“Well, then, let things run their course. God will not let harm come of it.”

“Blood,” said he.

For a moment there was no sound. The one word seemed to have decided all questions and to have called for silence.

“In case of my death—” the Judge began after a while.

Margaret Murchie uttered a little cry.

“I have left a paper where she will find it,” he finished. “I can do nothing more now. Perhaps—perhaps it will not be a crisis, after all. I think if I had the chance again, I would send him to his doom.”

With these words he raised his clenched fist and walked rapidly across the grass to the arched exit leading to the alley. The click of the latch told me that he had gone.

You may imagine my state of mind. As I endeavored in those seconds to wrest some meaning from the tangle of words I had overheard, my thoughts were tumbling over each other so fast that I had forgotten the doubtful part I had played as an eavesdropper. I had heard a reference made to me as one who had brought some new complication into the affairs of that household which heretofore I had regarded as the most spotless and quiet in the city, but which now I found had some dark and mysterious menace hanging over its peace. Was I the one, after all, to whom they had referred? They had spoken of some one else and whispered strange phrases. It was all a blank puzzle to me.

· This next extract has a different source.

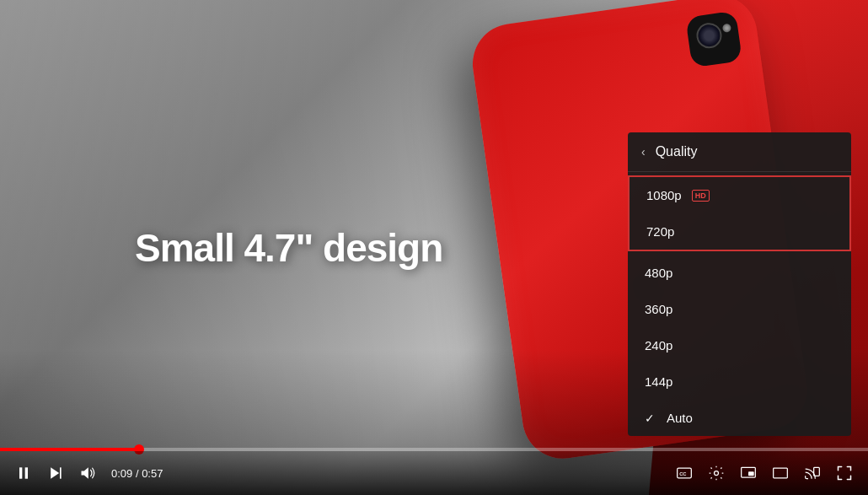  What do you see at coordinates (740, 418) in the screenshot?
I see `quality-option-auto: ✓ Auto` at bounding box center [740, 418].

Perhaps under different circumstances my caution and dislike of all that is unusual or doubtful would have led me away from the house, planning never to return. But there is in me a certain loyalty. I do not quickly cast my lot or my reputation with that of another; when, however, I have done so, I do not quickly withdraw. Extraordinary as it may seem, I felt myself already bound to Julianna. Perhaps I already loved her desperately.

Whatever may have been the case, when I turned back into the room I looked into her gaze with an expression of solemnity which my emotions intended as an outward sign of my continued devotion.